After the recent Gate App update, a critical issue surfaced: image uploads in status posts no longer work. Even images that were previously posted successfully now fail, and sending images returns an “image sending failed” error. Interestingly, images still work normally in community sections, which strongly indicates this is a functional bug within specific features—not a device or network problem.
This issue has lasted for several days. A support ticket was submitted with the expectation that the updated system would improve efficiency. Instead, responses have been limited to generic follow-ups, without a clear solution or timeline. When problems persist without progress, user trust naturally begins to weaken.

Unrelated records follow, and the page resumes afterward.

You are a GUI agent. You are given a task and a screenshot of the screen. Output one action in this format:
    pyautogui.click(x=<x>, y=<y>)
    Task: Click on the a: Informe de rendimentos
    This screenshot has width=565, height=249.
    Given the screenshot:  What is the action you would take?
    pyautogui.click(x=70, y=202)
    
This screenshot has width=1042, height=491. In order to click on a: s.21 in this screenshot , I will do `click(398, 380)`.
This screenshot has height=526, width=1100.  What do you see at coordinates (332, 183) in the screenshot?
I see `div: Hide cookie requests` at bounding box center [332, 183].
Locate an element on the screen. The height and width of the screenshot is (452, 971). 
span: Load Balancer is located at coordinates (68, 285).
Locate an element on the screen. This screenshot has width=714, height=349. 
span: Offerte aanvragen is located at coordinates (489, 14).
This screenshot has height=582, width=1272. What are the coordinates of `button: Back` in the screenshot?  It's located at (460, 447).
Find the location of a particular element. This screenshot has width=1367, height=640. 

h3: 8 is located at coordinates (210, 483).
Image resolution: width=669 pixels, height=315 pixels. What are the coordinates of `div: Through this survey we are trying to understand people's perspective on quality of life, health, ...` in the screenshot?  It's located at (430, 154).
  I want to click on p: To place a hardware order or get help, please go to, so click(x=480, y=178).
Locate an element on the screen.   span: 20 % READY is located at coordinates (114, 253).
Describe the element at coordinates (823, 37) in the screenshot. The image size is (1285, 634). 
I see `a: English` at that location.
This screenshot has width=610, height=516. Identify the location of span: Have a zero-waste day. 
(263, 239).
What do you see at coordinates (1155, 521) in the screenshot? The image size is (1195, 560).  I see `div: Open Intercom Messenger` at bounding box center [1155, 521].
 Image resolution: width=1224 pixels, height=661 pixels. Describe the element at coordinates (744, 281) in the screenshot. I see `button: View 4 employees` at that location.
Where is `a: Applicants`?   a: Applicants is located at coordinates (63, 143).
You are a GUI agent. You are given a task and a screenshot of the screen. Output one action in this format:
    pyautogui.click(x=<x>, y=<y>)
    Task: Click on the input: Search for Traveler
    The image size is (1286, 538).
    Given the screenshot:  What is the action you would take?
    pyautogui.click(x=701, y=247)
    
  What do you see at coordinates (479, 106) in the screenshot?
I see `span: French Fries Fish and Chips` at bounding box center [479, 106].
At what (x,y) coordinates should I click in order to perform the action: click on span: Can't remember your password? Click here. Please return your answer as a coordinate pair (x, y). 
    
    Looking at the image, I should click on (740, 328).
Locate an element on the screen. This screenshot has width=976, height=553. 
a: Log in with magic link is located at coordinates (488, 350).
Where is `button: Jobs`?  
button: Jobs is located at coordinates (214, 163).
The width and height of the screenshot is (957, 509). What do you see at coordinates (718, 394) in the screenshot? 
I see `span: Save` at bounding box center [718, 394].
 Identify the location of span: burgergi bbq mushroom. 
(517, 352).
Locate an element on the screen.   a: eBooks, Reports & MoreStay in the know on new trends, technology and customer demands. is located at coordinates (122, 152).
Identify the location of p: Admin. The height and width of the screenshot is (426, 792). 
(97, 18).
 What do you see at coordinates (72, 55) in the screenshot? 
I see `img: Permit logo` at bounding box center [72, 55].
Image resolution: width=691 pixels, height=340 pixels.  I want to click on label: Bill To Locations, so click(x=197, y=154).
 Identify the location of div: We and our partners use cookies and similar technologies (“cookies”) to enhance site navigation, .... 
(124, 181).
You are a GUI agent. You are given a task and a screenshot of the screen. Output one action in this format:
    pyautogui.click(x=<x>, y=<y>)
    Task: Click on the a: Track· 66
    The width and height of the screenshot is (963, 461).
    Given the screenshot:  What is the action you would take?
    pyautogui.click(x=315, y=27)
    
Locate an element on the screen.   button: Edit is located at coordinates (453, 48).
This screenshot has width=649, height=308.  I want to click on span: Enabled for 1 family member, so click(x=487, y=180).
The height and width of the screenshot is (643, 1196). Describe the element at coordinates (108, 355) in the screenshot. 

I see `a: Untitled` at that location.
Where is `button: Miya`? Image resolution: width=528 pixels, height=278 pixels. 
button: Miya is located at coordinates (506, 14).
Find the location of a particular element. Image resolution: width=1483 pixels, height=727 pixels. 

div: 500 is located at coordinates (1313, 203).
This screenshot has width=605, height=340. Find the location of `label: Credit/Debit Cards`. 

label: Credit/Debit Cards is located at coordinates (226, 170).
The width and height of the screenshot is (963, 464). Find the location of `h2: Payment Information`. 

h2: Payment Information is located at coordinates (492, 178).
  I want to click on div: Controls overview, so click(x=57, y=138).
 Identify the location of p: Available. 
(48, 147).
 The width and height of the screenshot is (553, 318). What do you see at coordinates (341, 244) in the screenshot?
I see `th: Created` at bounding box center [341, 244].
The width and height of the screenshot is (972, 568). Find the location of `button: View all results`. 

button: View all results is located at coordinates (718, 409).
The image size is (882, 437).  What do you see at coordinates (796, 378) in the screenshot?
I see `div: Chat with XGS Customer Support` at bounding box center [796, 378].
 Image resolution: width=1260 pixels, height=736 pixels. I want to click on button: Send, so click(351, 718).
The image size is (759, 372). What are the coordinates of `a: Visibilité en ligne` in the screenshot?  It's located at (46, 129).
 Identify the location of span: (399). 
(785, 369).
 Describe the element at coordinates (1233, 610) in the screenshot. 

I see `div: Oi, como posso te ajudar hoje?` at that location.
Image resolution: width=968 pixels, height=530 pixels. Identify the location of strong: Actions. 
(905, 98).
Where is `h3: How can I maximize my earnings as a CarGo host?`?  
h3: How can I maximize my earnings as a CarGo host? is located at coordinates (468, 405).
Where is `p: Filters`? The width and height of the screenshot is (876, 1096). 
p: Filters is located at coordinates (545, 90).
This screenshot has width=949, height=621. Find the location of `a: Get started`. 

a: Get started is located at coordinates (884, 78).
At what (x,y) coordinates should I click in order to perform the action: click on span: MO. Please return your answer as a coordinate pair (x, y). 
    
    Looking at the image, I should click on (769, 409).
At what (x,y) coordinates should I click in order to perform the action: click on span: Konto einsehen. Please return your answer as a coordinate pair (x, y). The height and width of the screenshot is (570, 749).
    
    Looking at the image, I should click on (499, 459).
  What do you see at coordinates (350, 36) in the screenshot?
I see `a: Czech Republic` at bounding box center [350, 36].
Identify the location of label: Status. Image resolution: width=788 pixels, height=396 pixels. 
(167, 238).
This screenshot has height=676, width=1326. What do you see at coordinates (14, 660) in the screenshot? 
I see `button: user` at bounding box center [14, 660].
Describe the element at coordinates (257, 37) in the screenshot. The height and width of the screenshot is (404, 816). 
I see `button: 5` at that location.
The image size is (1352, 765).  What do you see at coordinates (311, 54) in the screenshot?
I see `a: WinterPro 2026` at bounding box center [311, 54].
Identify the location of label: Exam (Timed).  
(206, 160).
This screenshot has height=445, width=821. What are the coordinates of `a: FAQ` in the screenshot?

The updated ticket system itself also adds friction. What was once a direct conversation within a single ticket now requires navigating to a separate communication record just to continue the discussion. This extra step feels unnecessary and counterproductive—especially when users are already facing unresolved technical issues.
Adding to the frustration is the 24-hour waiting rule before users can urge a response. When a core feature like image uploading is broken, delays like this feel misaligned with real user needs. An upgrade should streamline support, not slow it down.
This raises an important question: what defines a successful update? If new systems introduce basic functionality issues, longer response times, and more complicated workflows, then the overall user experience is moving backward.
Users don’t just want refreshed interfaces or new structures. What we truly value is stability, efficiency, and accountability. Fixing core bugs, restoring image functionality, and simplifying support communication would do far more to improve the Gate App experience than surface-level changes.
An update should mean progress—not compromise.